Like all good team-up / crossover comics, they fight each other as well as common enemies; and like very few team-up / crossover comics, they change along the way, paving the road for future events. Well, I mean, Cassie does; I have no idea about Ash due to lack of familiarity with his comic, but since growth is anathema to the on-screen version of the character, it’s probably fine that he did not appear to. Also, I’m pretty sure there will be future events in store for Cassie’s life. I have no idea how many, though. If so: probably they will continue to contain explosions of bloody gore, supernatural mysteries, and lingerie cheesecake.

[1] I mean, not literally Bruce Campbell. It’s actually Ash from the Evil Dead movies and that new show on Starz, but you probably already knew that. For the record, he’s still young Ash, no more than a few years after Army of Darkness. He is apparently the topic of a different comics series I do not (and probably will not ever) read.

Doctor Strange

mv5bnjgwnzaznjk1nl5bml5banbnxkftztgwmzq2nji1ote-_v1_sy1000_cr006741000_al_I know that Doctor Strange occasionally crosses over with other characters in the Marvel universe. I mean, maybe someday he’ll be at the heart of a big crossover event, but as of 15 years of Ultimate comics and 20 years of mainstream comics, he has only ever been at the fringes. And this is a thing that makes a lot of sense! Except for the artifact of history that Stan Lee decided to build a stable of shared characters in the early 1960s to compete with what DC had been doing, there’s no way anyone would say Strange fits into Marvel. Different genre than anything else they publish, and an entirely different style to boot. The only thing that comes close is Thor, and that’s only because they both share a love of stilted declamations.

Do I have a point, here? Maybe. See, as promised in a blink and you missed it scene in The Winter Soldier, Marvel Studios has dropped a Doctor Strange film onto an unsuspecting[1] public. And sure enough, there is no apparent connection between it and any other movie they’ve made, at first glance[2]. But this is fine, because unlike some Netflix series I could name, Avengers Tower is prominent in the midtown skyline. Even better, both the characters with names and dialogue and the pedestrians in the background are becoming more comfortable with the bizarre turns of events that occur with increasing regularity in their world, just as befits a maturing familiarity with superheroes. I would not have thought to be so appreciative of a touch like that, but I don’t think I would have thought to expect such a touch in advance, and yet here we are. Normalcy. I dig it.

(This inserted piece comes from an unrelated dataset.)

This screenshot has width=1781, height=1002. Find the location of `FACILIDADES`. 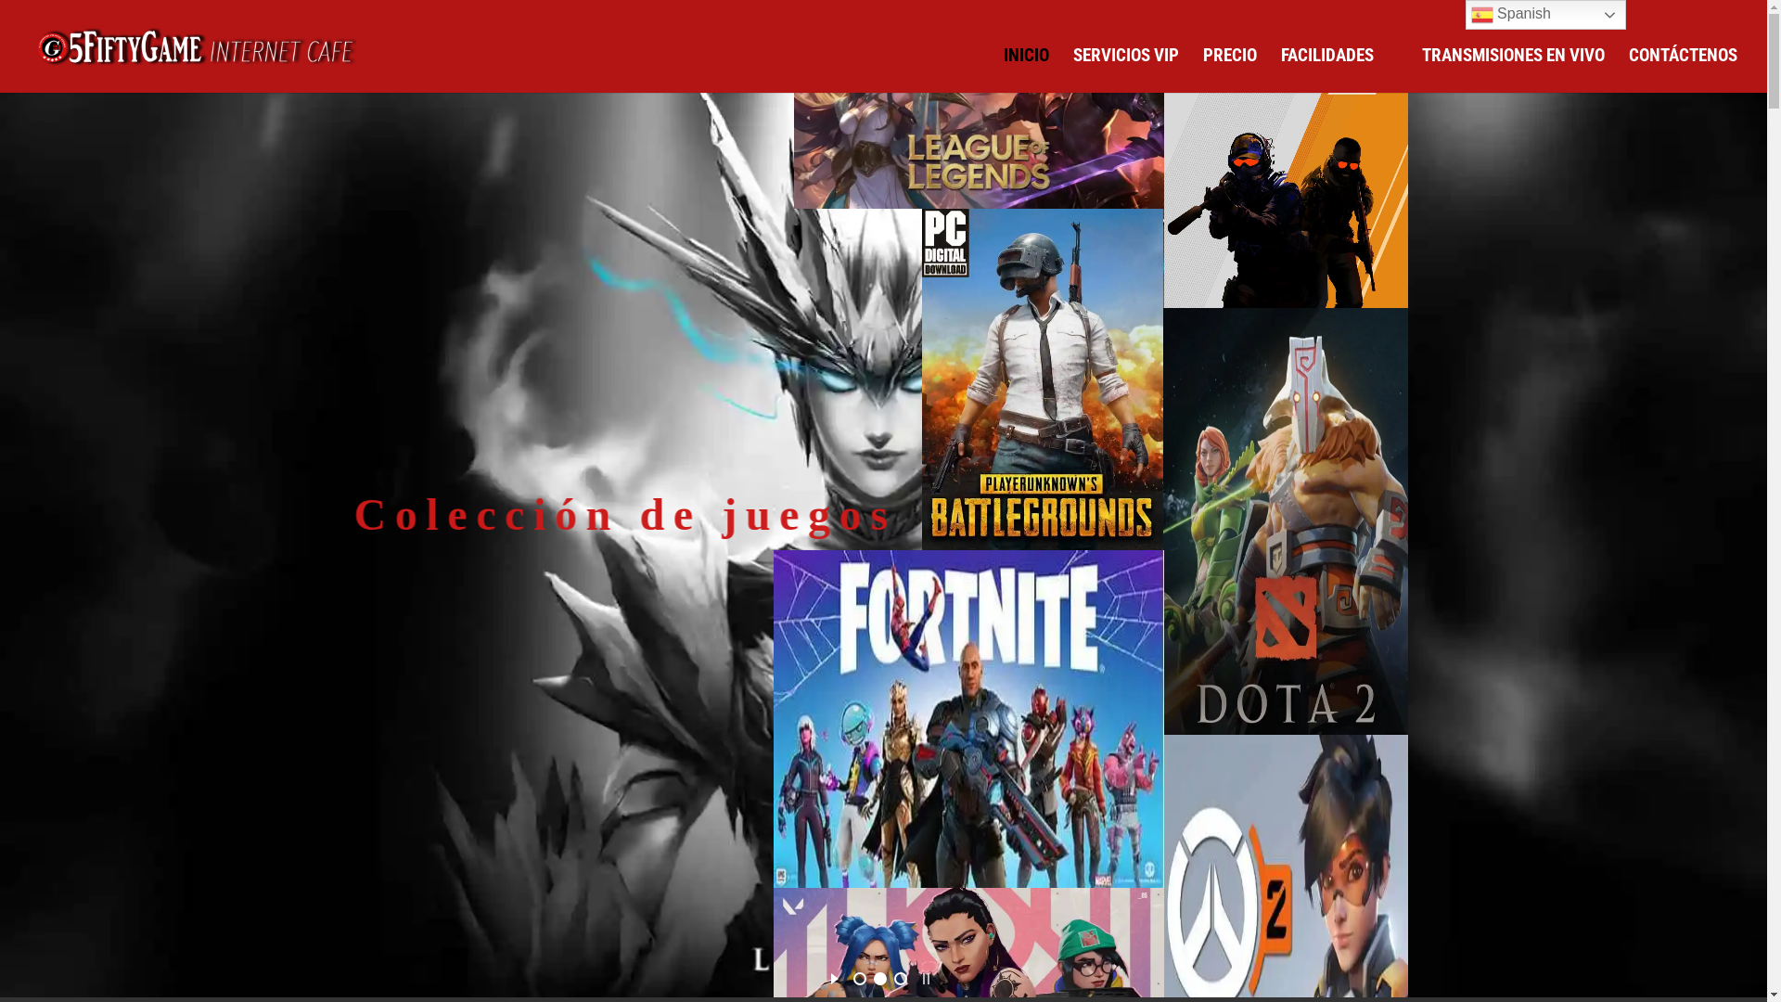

Anyway, all that’s about the world and setting. The actual movie, though? See, Stephen Strange is the best neurosurgeon in the world, but after a series of unfortunate events related (mostly) to his personality, he finds himself seeking alternative answers about his place in the world. It took Stan Lee and Steve Ditko maybe three pages to establish all of this before turning Strange from a doctor into a sorcerer, and it took the movie a good 45 minutes. Now, don’t get me wrong, Lee has never written under the auspices of “show, don’t tell”. Man loves to tell approximately as much (and as floridly) as PT Barnum did. But at the same time, 45 minutes is a lot of celluloid to squeeze out of three pages. Maybe there is some kind of middle ground? Like, I would never say they should have skipped the origin story entirely, because who has heard of Doctor Strange?

The good news is, that’s the only bad thing I have to say about the movie. It is a feast for the eyes, and moreso in 3D (unless that kind of thing makes you ill), and if the plot is a little bit bog-standard good v evil for modern Marvel, to be fair fantasy and spellcraft kind of lends itself to that. And even so, it’s far more nuanced than you might think from what I’ve said. Not-apparently-a-Baron Mordo in particular is fully realized in a way that never would have been predictable based on his turn in that same initial Lee/Ditko comic I mentioned before.

Tl;dr go see it, they’re not out of juice yet.

[1] I mean, if you discount years of announcements and months of previews. Look, nobody asked you.
[2] At second glance, this is completely untrue, but only because the writers made an effort to relevance that I cannot decide if I appreciate or oppose. That is in full on spoiler territory, however, so I shall say no more.